Covenants on Kaspa are powerful, but they carry real constraints:

  • Compute budget ceiling. Complex multi-signature logic is bounded. Adding more paths or heavier validation risks hitting the network's compute limit. The current designs stay well within budget, but expressive power is finite.
  • Silverscript maturity. The language is ^0.1.0 — purpose-built and effective, but young. Tooling, documentation, and third-party audit coverage are still developing. Kaspa Safe's contract is at v3; a v4 revision is planned ahead of an external audit.
  • State size constraints. Each covenant UTXO carries a small state payload (mode flags, destination bytes, pubkeys). Complex metadata lives off-chain. This keeps validation lean but limits what the contract can "remember."
  • Audit status. As of writing, neither vault.sil nor escrow.sil has undergone an external security audit. The contracts have 25+ native VM equivalence tests and a 52-case selftest suite (escrow), but "tested by the builders" is not the same as "audited independently." Kaspa Safe's v4 is earmarked for external review.
  • Beta product limits. Kaspa Escrow caps deal sizes at 50–10,000 KAS during its beta period, and the AI mediator verdict is non-binding — it only executes if a party signs it or the human arbiter intervenes. These are intentional guardrails.
  • No general-purpose computation. Covenants are not Turing-complete smart contracts. There is no persistent storage across UTXOs, no re-entrancy, no inter-contract calls. Each UTXO is an isolated state machine. This limits expressiveness but eliminates entire classes of exploits that plague account-based systems.
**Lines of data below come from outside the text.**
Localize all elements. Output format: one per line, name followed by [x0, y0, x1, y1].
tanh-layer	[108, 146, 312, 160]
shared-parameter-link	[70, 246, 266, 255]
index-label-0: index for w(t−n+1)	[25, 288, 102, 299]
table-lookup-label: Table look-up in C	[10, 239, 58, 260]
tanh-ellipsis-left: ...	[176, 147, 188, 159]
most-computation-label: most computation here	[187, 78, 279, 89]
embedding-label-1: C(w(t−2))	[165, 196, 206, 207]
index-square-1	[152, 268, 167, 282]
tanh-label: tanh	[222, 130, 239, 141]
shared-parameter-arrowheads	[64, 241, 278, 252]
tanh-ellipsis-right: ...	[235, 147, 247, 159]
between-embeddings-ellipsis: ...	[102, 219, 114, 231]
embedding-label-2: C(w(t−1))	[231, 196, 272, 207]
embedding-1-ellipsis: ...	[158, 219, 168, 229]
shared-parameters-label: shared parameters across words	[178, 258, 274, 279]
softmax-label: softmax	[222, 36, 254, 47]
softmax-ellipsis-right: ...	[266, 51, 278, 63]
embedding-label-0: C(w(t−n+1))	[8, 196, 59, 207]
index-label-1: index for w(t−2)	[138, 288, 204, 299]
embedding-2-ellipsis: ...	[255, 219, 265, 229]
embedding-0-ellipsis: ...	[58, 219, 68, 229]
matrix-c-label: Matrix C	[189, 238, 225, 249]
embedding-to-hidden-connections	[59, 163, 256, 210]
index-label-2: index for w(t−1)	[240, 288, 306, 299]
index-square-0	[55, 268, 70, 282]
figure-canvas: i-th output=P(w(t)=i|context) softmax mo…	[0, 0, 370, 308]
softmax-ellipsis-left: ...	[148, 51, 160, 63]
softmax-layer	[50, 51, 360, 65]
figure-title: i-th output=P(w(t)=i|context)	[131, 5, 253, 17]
The honest summary: covenants on Kaspa give you programmable, consensus-enforced spending rules without handing keys to anyone. The trade-off is that logic must fit within a fixed compute budget and express itself through a small state machine per UTXO. For vaults, escrow, and inheritance — the use cases where "where can the money go" matters more than "what can the contract compute" — that trade-off works.

FAQ

What is a covenant in cryptocurrency?

A covenant is a spending condition attached to a UTXO that constrains not just who can spend it, but where the funds can go and when. Unlike a simple signature check, a covenant enforces rules about the outputs of a future transaction.

Are Kaspa covenants live on mainnet?

Yes. The Toccata upgrade brought covenant support to Kaspa's mainnet. Kaspa Safe and Kaspa Escrow both operate on live Toccata covenants today.
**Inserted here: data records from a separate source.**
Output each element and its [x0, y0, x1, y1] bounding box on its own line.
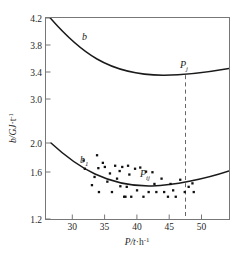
optimum-label-sub: j [185, 65, 188, 72]
scatter-point [93, 176, 95, 178]
scatter-point [153, 183, 155, 185]
scatter-point [106, 181, 108, 183]
optimum-label-main: P [179, 59, 186, 70]
scatter-point [114, 165, 116, 167]
chart-figure: 4.2 3.8 3.4 3.0 2.0 1.6 1.2 b/GJ·t-1 30 … [0, 0, 248, 256]
y-axis-tick-labels: 4.2 3.8 3.4 3.0 2.0 1.6 1.2 [30, 14, 42, 225]
scatter-point [127, 165, 129, 167]
scatter-point [179, 179, 181, 181]
scatter-point [111, 191, 113, 193]
scatter-point [142, 196, 144, 198]
scatter-point [169, 183, 171, 185]
y-tick-label: 3.8 [30, 41, 42, 51]
scatter-point [151, 171, 153, 173]
y-tick-label: 4.2 [30, 14, 42, 24]
scatter-point [84, 168, 86, 170]
y-axis-title: b/GJ·t-1 [7, 113, 19, 143]
scatter-point [91, 184, 93, 186]
scatter-point [128, 173, 130, 175]
y-tick-label: 2.0 [30, 139, 42, 149]
scatter-point [148, 191, 150, 193]
scatter-point [175, 196, 177, 198]
curve-b1-label-sub: 1 [85, 160, 88, 167]
x-tick-label: 30 [68, 222, 78, 232]
scatter-label-main: P [139, 168, 146, 179]
chart-canvas: 4.2 3.8 3.4 3.0 2.0 1.6 1.2 b/GJ·t-1 30 … [0, 0, 248, 256]
scatter-point [167, 196, 169, 198]
y-axis-title-exponent: -1 [7, 113, 14, 119]
scatter-point [124, 196, 126, 198]
scatter-point [155, 191, 157, 193]
scatter-point [184, 191, 186, 193]
scatter-point [134, 168, 136, 170]
scatter-point [163, 191, 165, 193]
scatter-point [98, 191, 100, 193]
curve-b-label: b [82, 31, 87, 42]
x-tick-label: 50 [197, 222, 207, 232]
scatter-point [119, 185, 121, 187]
scatter-point [172, 189, 174, 191]
scatter-point [136, 189, 138, 191]
x-tick-label: 35 [100, 222, 110, 232]
y-axis-title-main: b/GJ [8, 124, 18, 143]
scatter-label-sub: ij [146, 174, 150, 181]
scatter-point [116, 178, 118, 180]
scatter-point [126, 186, 128, 188]
scatter-point [96, 154, 98, 156]
y-tick-label: 1.2 [30, 215, 42, 225]
scatter-point [102, 162, 104, 164]
scatter-point [97, 167, 99, 169]
x-axis-title-main: P/t [124, 237, 136, 247]
svg-text:b/GJ·t-1: b/GJ·t-1 [7, 113, 19, 143]
x-tick-label: 45 [164, 222, 174, 232]
x-axis-tick-labels: 30 35 40 45 50 [68, 222, 207, 232]
x-axis-title-exponent: -1 [144, 236, 150, 243]
scatter-point [119, 170, 121, 172]
scatter-point [188, 186, 190, 188]
y-tick-label: 1.6 [30, 168, 42, 178]
x-axis-title: P/t·h-1 [124, 236, 150, 248]
y-tick-label: 3.0 [30, 95, 42, 105]
scatter-point [104, 166, 106, 168]
scatter-point [109, 172, 111, 174]
scatter-point [191, 182, 193, 184]
scatter-point [193, 191, 195, 193]
scatter-point [130, 196, 132, 198]
scatter-point [160, 178, 162, 180]
y-tick-label: 3.4 [30, 68, 42, 78]
scatter-point [121, 166, 123, 168]
x-tick-label: 40 [132, 222, 142, 232]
Can the covenant developer steal my funds?

No. A covenant is an on-chain script compiled before funds are sent. The developer cannot modify it after deployment. Each spending path specifies exactly which keys (or keyless conditions) authorize movement, and exactly where funds must go.
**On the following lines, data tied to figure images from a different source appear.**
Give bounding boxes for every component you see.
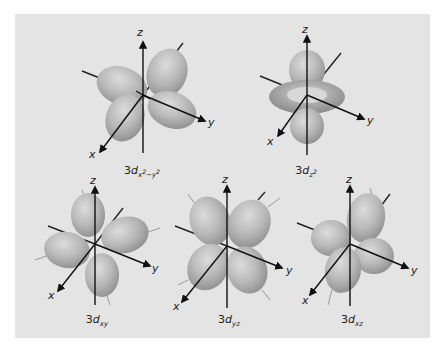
caption-dz2: 3dz2: [295, 164, 317, 179]
x-axis-label: x: [47, 289, 55, 302]
caption-dyz: 3dyz: [218, 313, 240, 328]
y-axis-label: y: [151, 262, 159, 275]
y-axis-label: y: [207, 116, 215, 129]
x-axis-label: x: [172, 300, 180, 313]
caption-dxz: 3dxz: [341, 313, 363, 328]
orbital-dx2-y2: z y x: [82, 26, 215, 161]
z-axis-label: z: [221, 173, 228, 186]
orbital-dz2: z y x: [260, 23, 374, 155]
z-axis-label: z: [345, 173, 352, 186]
orbital-dyz: z y x: [172, 173, 293, 313]
z-axis-label: z: [89, 174, 96, 187]
y-axis-label: y: [410, 264, 418, 277]
x-axis-label: x: [301, 294, 309, 307]
y-axis-label: y: [285, 264, 293, 277]
y-axis-label: y: [366, 114, 374, 127]
caption-dx2-y2: 3dx2−y2: [124, 164, 160, 179]
orbital-dxy: z y x: [35, 174, 160, 305]
x-axis-label: x: [88, 148, 96, 161]
z-axis-label: z: [136, 26, 143, 39]
x-axis-label: x: [266, 135, 274, 148]
z-axis-label: z: [301, 23, 308, 36]
caption-dxy: 3dxy: [86, 313, 108, 328]
orbital-diagram: z y x z y x z y x: [0, 0, 448, 353]
orbital-dxz: z y x: [297, 173, 418, 307]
What happens if Kaspa Forge goes offline?

Vaults and escrow deals are on-chain contracts. For Kaspa Safe, you can recover funds using a printed recovery sheet and the open-source vaultctl CLI against any Kaspa v2+ node — no connection to our servers required.

How do covenants differ from Ethereum smart contracts?

Covenants are attached to individual UTXOs (like Bitcoin scripts), not deployed as persistent global state machines. They have no re-entrancy, no inter-contract calls, and a fixed compute budget. This limits expressiveness but dramatically reduces the attack surface.

What is the compute budget for covenant transactions?

Kaspa Safe vault transitions use 20 compute units; the dual-signature migrate path uses 30. Kaspa Escrow transactions use 40. These limits are enforced by the Kaspa network during validation.

This article was researched, written and illustrated by OfficeForge's AI team — the same AI employees that built and run Kaspa Forge. Founder-directed, human-reviewed.